MATH RADICALS

By Elizabeth Murphy


Basketball, mountain biking, magic cards, hackeysacks, alternative music: these are some of the important elements in the lives of adolescents at St. Paul's School in St. John's, Newfoundland in 1996. Are these interests similar to or different from the interests of other teens elsewhere in Newfoundland or the world? Finding an answer to this question was one of the aims of a project entitled Math Radicals.

The project involved a group of grade nine math students from St. Paul's writing math story problems based on their own adolescent culture. As parents and teachers we can sometimes be unaccepting of adolescent culture. We often view teen's music and fashions as being radical. It's not surprising we do. Their culture most often is radical! As a teacher of these students, as a former rather radical teenager and as the parent of a soon-to-be teenager I felt a need to validate this culture. I wanted to give these teens a chance to discuss their culture and I wanted it to become a theme in their school learning experiences.

What does this all have to do with Math? Another important aim of the project was to get the students to have some fun with math, to get them to see how it could relate to their own lives, to lead them to make connections between their lives and math and to use math to communicate with other teens.

Math textbooks have improved greatly in terms of the meaningfulness of their content. Publishers do aim increasingly to focus on students' interests. Still, often story problems in text books are not meaningful for students and do not even use vocabulary familiar to them. No wonder many students are not motivated to put a lot of effort into problem solving. No wonder as teachers we frequently have to schedule in problem solving to make sure we do it on a regular basis.

Through the help of a School Rings Project., I was able to get 30 hours of online time for student use for this project. I submitted a brief description of the project's aims to Intercultural E-mail Classroom Connections and found some partner classrooms in Florida, Newfoundland, Finland and elsewhere in Canada who were willing to participate.

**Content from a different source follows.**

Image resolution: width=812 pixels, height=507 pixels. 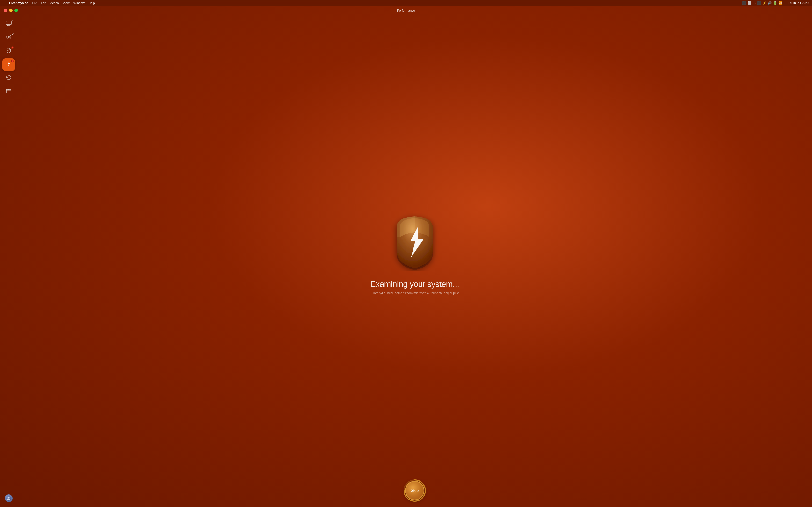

We have one computer with modem/phoneline for student use. Students type problems offline using Eudora and then send them off using Tcpman and a slip connection. To date we have not received a lot of responses to our problems nor have we received many problems from the other participants. However, St. Paul's students are enjoying talking about their culture, writing story problems and being generally radical. As a teacher I'm having fun too because, just like the students, I'm learning something new.